Those neon sea creatures are actually dying photoreceptors in the human retina. And that intense blue-green hot air balloon-looking thing, complete with gondola, is really a salamander sperm cell.
These images are among those collected through the nearly matchless BioArtography project, which celebrates microscopic tissue photography as art. The images are organized by Rebecca Pintar from a second-floor office overlooking a window-lit atrium in the Biomedical Science Research Building.
BioArtography is a product of The Center for Organogenesis, which unites scientists from many fields to study organ formation, function and disease. The goal of their research is to use new information to design effective strategies to treat disease and repair damaged organs.
Director Deborah Gumucio and member Sue O’Shea founded BioArtography in 2005 as a fundraising venture for training activities in the center. “Every day, they were seeing beautiful images in the microscope and they believed that others might also be struck by this beauty,” says Pintar, administrative specialist at the center.
BioArtography generates its highest public profile during the Ann Arbor Art Fairs, July 16-19, as the most striking images are sold from a booth on South University across from the Brown Jug. Pintar says booth sales raise more than $10,000 each year.
All monies generated from BioArt sales — minus 5 percent which goes to the submitting artists — fund special projects of graduate students and pre- and post-doc fellows associated with the center, says Pintar, who has worked at U-M for nearly 29 years. In addition, each piece of BioArt comes with an explanation of the science, written in lay terms.
While stains typically used in micrograph photography add color, Pintar often will use Photoshop to sharpen images and intensify colors. The rich yellows, blues and reds in one photo of a basil cell skin cancer have drawn comparisons to a Van Gogh painting.

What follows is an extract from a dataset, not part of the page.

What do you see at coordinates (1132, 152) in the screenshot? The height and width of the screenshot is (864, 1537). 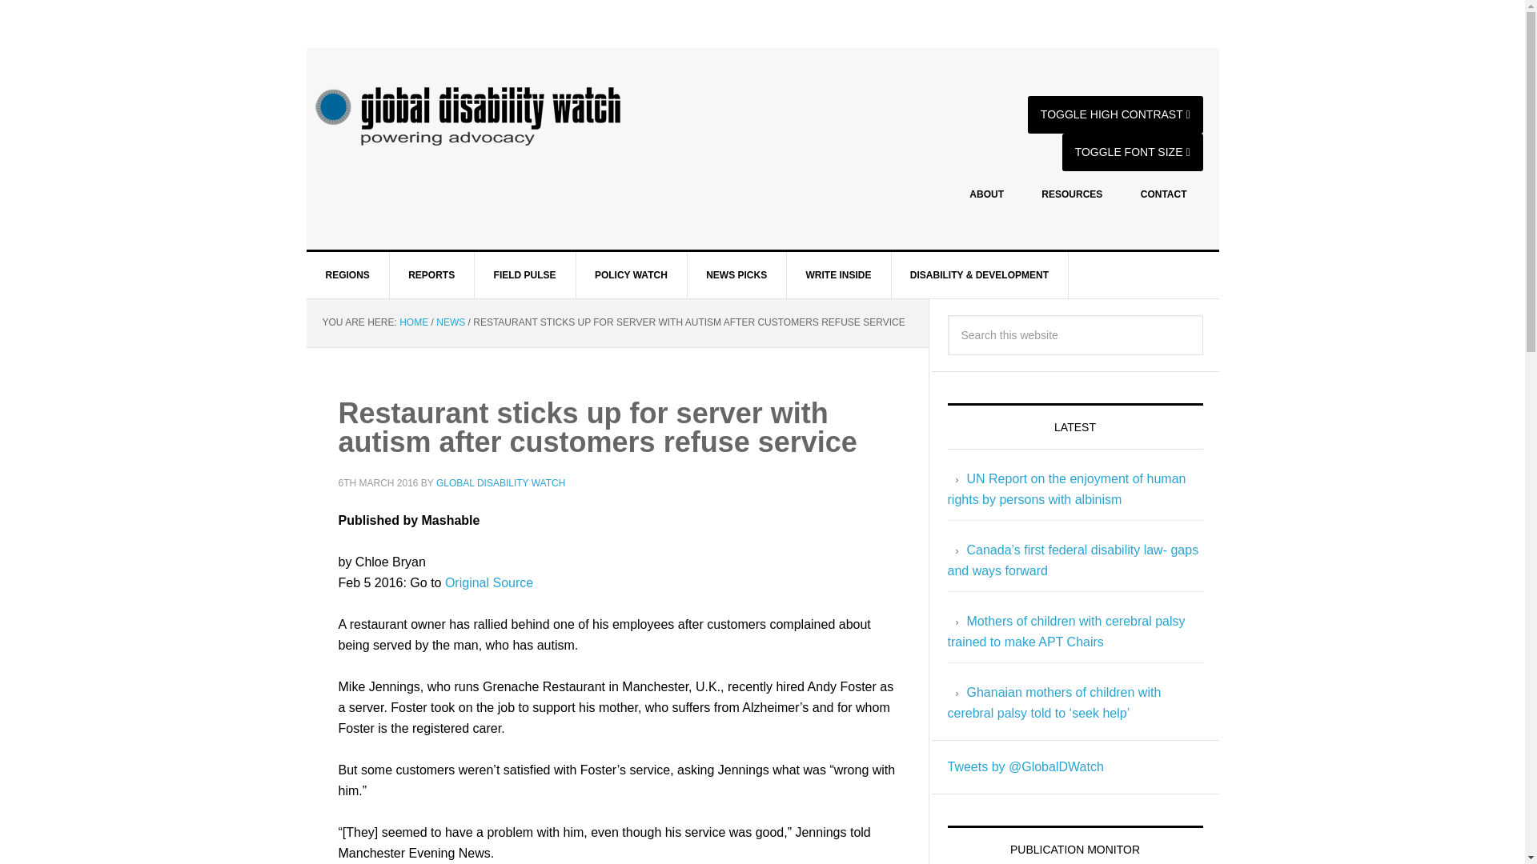 I see `TOGGLE FONT SIZE` at bounding box center [1132, 152].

To select new images to be reproduced and sold at the art fairs, the center asks a three-member committee typically made up of representatives from University arts related groups, including the School of Art & Design and Arts at Michigan, to choose photos. Their choices are presented to a BioArtography committee and approximately 25 new images are chosen to add to the best selling photos from previous years.

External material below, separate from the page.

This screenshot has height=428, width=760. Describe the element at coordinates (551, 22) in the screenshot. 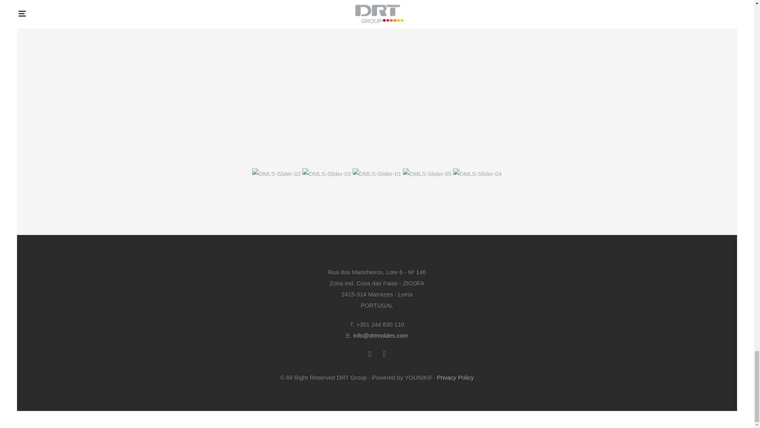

Pintar coordinates the booth display, manages image inventory and schedules the more than 40 people who work the booth every year.

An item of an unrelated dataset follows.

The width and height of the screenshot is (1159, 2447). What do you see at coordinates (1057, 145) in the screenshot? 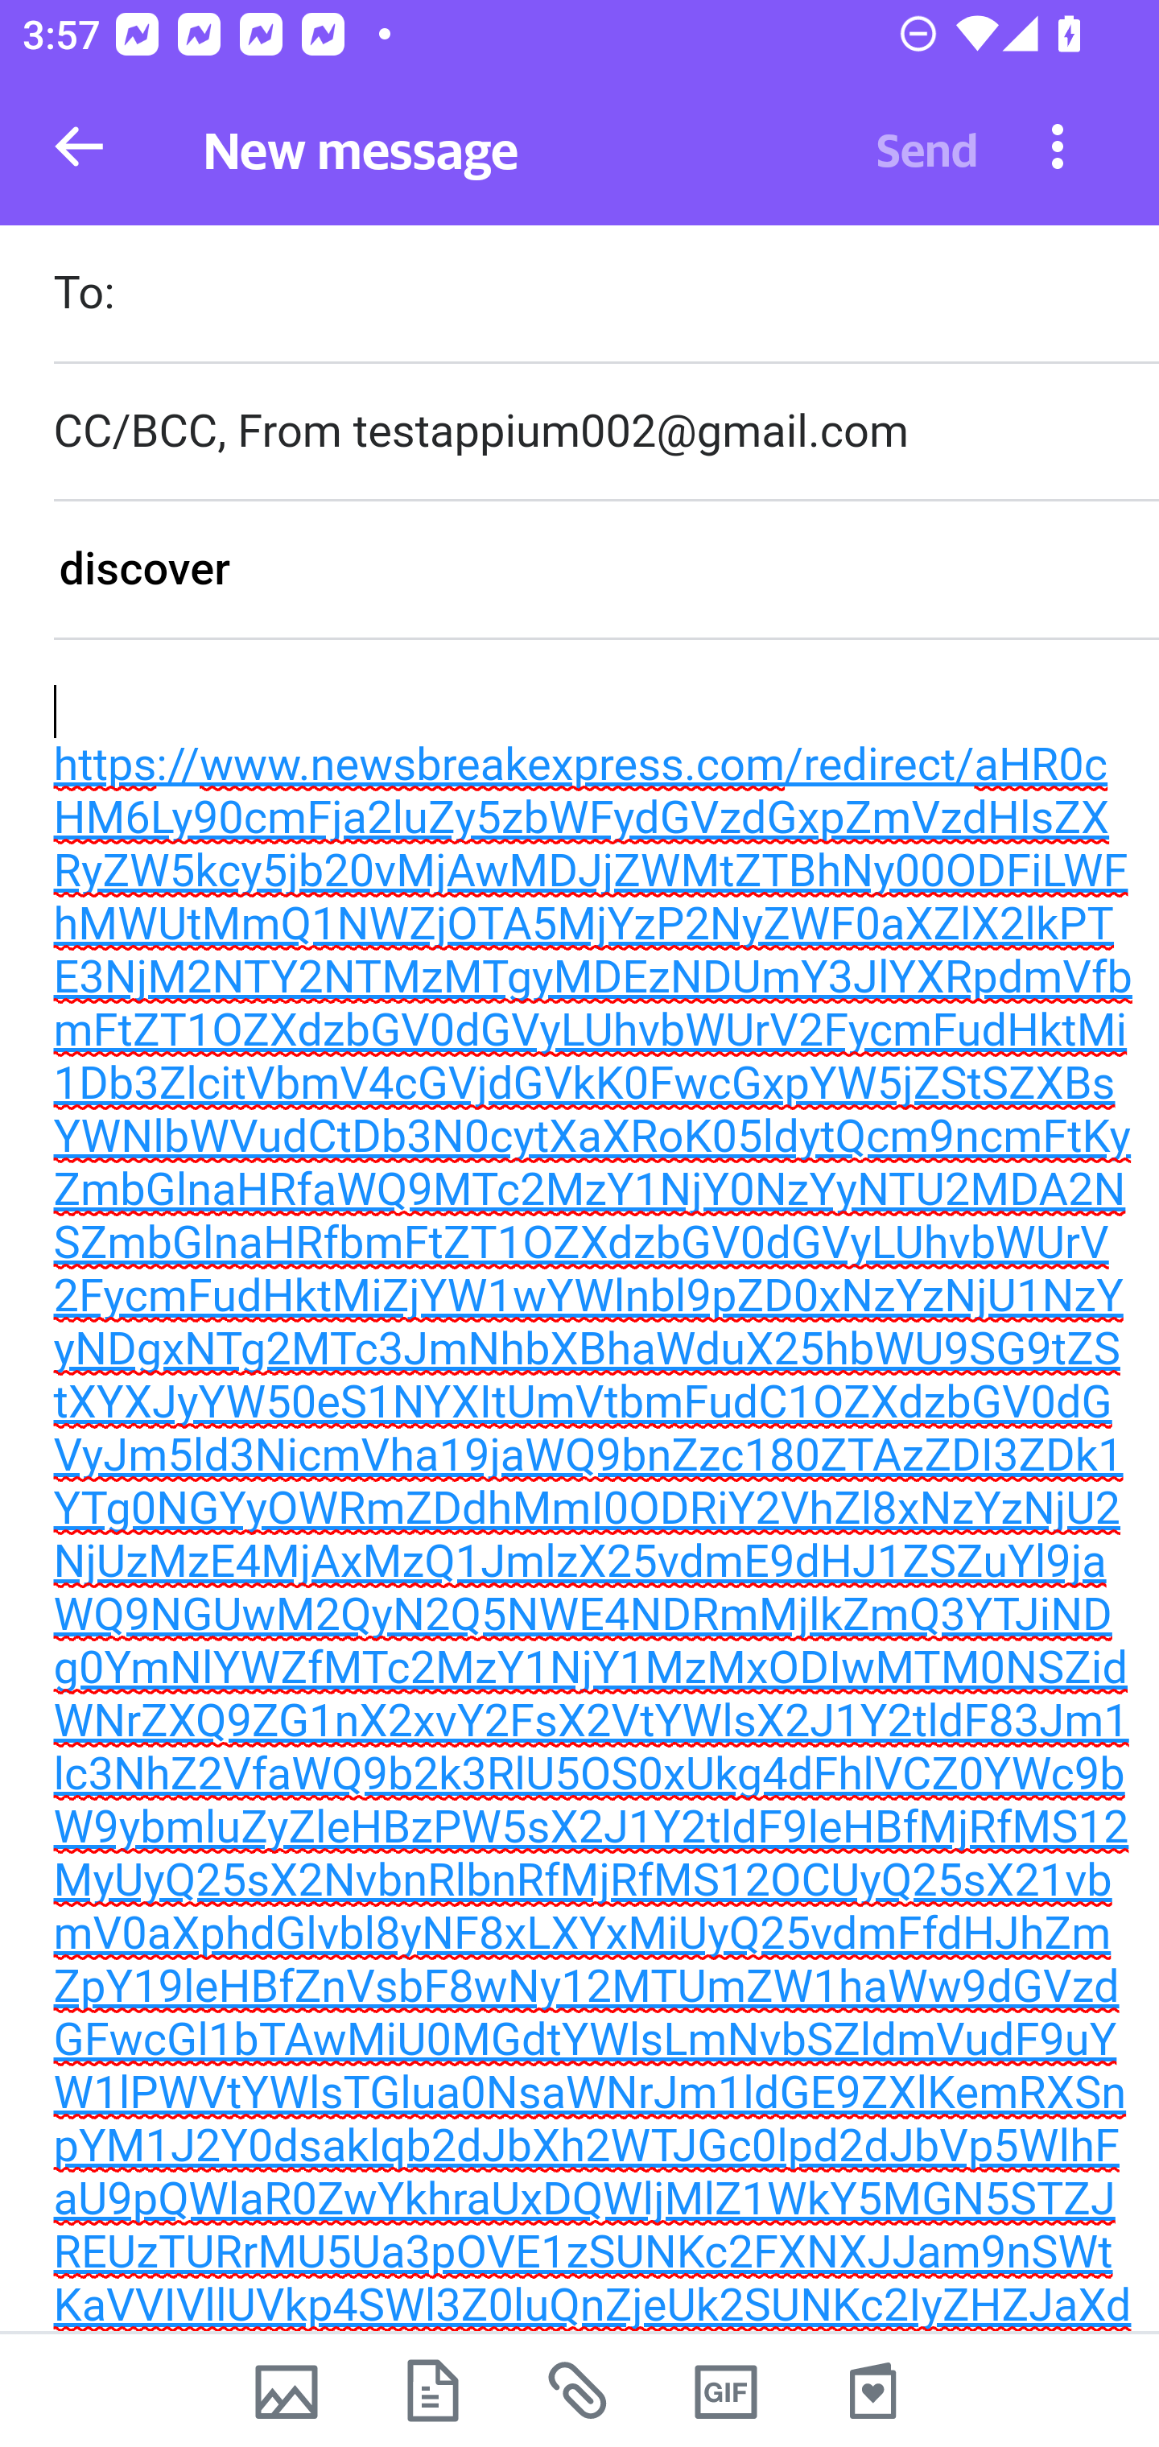
I see `More options` at bounding box center [1057, 145].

“It is really a wonderful experience for all to interact with the public and answer questions about the images,” she says. Her primary job during the art fairs is to keep the booth stocked and she constantly is printing, matting, and framing the works of art, sometimes up to 12 hours a day.
The work has been displayed at the Ann Arbor Hands-on-Museum, the University Hospital Gifts of Art and the Michigan Life Sciences Expo in Lansing, and it can be found throughout the BSRB where the center’s offices/labs are located. A future display is planned at the Exhibit Museum of Natural History. Images also can be ordered online at www.bioartography.com.
After working briefly in 1975 as a typist in the Department of Dermatology, Pintar, an Ypsilanti native, left the University. She worked at Ford Motor Co., then returned to U-M in 1980 where she worked in the Department of Radiology, School of Public Health and the Institute of Gerontology. She took her position with The Center for Organogenesis in 2000.
Pintar serves as the center’s primary administrator with tasks that include financial management, a seminar series, a graduate course and an International Symposium on Organogenesis, which typically draws more than 250 attendees.
When Pintar isn’t working, she enjoys gardening, camping, cooking and spending time with husband David, who retired in 2004 from Ford. They have a Chinese pug named Curly.